10.08.2007

RIP Challenge #2 – Northanger Abbey by Jane Austen


Atmosphere: Austen-tacious

Chill factor: Tickles the funnybone


Possibly this novel is Jane Austen at her worst. Yet, Jane Austen at her worst is quite better than most authors at their peak. Her subtlety, craft and observations are nonpareiled.

Northanger Abbey is a parody on many levels: the touted gentility of British gentry is exposed as greedy and false, living life as a fiction is exposed as ridiculous, attributing our own motives to others is exposed as naïve at best and dangerous at worst. But the parody that concerns the RIP Challenge, of course, is the parody of Gothic literature.

This element didn’t start kicking in until book 2, when Catherine Morland, the novel’s heroine, is invited to Northanger Abbey. Having read Ann Radcliffe’s The Mysteries of Udolpho, Catherine eagerly awaits her visit to what she imagines is a place full of mystery and adventure. At this point, Jane Austen really hits her stride.
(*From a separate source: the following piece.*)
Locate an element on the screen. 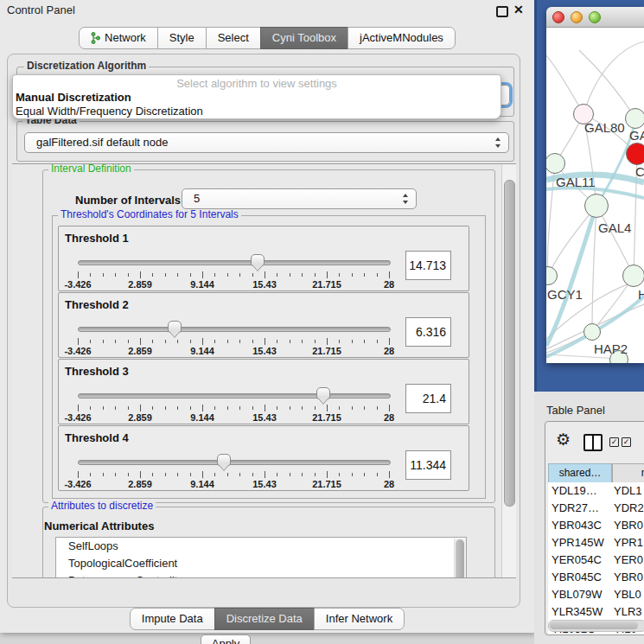 The width and height of the screenshot is (644, 644). network-node-h is located at coordinates (633, 276).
During the ride to Northanger Abbey, the owner’s son (and her romantic interest), Henry Tilney plays on Catherine’s romantic notions with a riotous parody of the Gothic novel, virtually a play-by-play account of a heroine’s stay in a Gothic castle. Here is an excerpt:

“Nothing further to alarm perhaps may occur the first night. After surmounting your unconquerable horror of the bed, you will retire to rest, and get a few hours' unquiet slumber. But on the second, or at farthest the third night after your arrival, you will probably have a violent storm. Peals of thunder so loud as to seem to shake the edifice to its foundation will roll round the neighbouring mountains -- and during the frightful gusts of wind which accompany it, you will probably think you discern (for your lamp is not extinguished) one part of the hanging more violently agitated than the rest. Unable of course to repress your curiosity in so favourable a moment for indulging it, you will instantly arise, and throwing your dressing-gown around you, proceed to examine this mystery. After a very short search, you will discover a division in the tapestry so artfully constructed as to defy the minutest inspection, and on opening it, a door will immediately appear -- which door, being only secured by massy bars and a padlock, you will, after a few efforts, succeed in opening -- and, with your lamp in your hand, will pass through it into a small vaulted room."
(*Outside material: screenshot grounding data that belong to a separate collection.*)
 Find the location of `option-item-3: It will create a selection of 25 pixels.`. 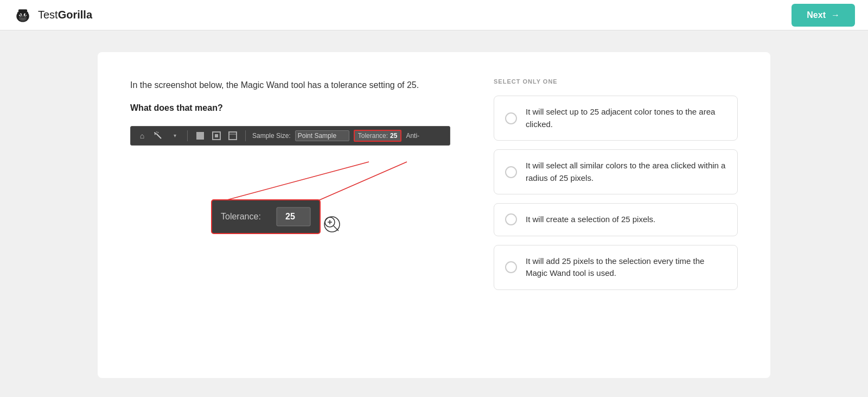

option-item-3: It will create a selection of 25 pixels. is located at coordinates (616, 219).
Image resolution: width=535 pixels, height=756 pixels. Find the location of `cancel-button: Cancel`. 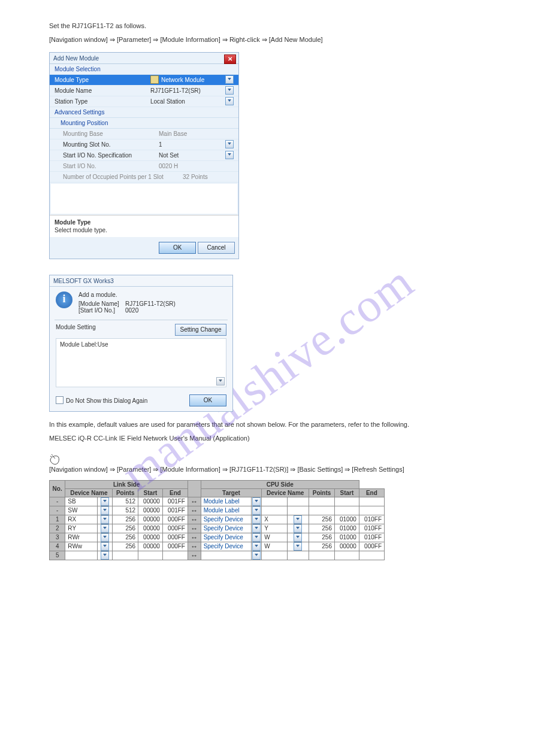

This build-up is followed by a disappointing first glimpse of Northanger Abbey:

As they drew near the end of their journey, her impatience for a sight of the abbey--for some time suspended by his conversation on subjects very different--returned in full force, and every bend in the road was expected with solemn awe to afford a glimpse of its massy walls of grey stone, rising amidst a grove of ancient oaks, with the last beams of the sun playing in beautiful splendour on its high Gothic windows. But so low did the building stand, that she found herself passing through the great gates of the lodge into the very grounds of Northanger, without having discerned even an antique chimney.

This is funny stuff. Austen goes on and on with the anticipation and disappointment, the ideals and the stripping of those ideals for the remainder of the novel. I was startled at the denouement of this novel – which I won’t spoil for you here – but it really was an Austen coup, a perfect intersection of her main themes of reality versus fiction, gentility versus greed.

Of course, it ends in typical Austen fashion, rather abruptly and neatly, with everyone happily married. But, after all, you're on the Jane Train.

4 comments:

Anonymous said...

I love that you just called it the Jane Train. This is the only Austen I have never read, not sure why I overlooked it until now but I should try and get to it sometime this year.

Anonymous said...

The Jane Train - oh my goodness, I love it. On the Jane Train...

Rebecca H. said...

Glad you enjoyed it. I've only read this Austen one ONCE, believe it or not, and I've read all the others multiple times -- who knows how many times. I must return to it, clearly.

LK said...

I have to read Lady Susan. And reread Emma, which I've negelected.

But, gosh, Jane Austen is such a gem. I'm so glad she took the time to write.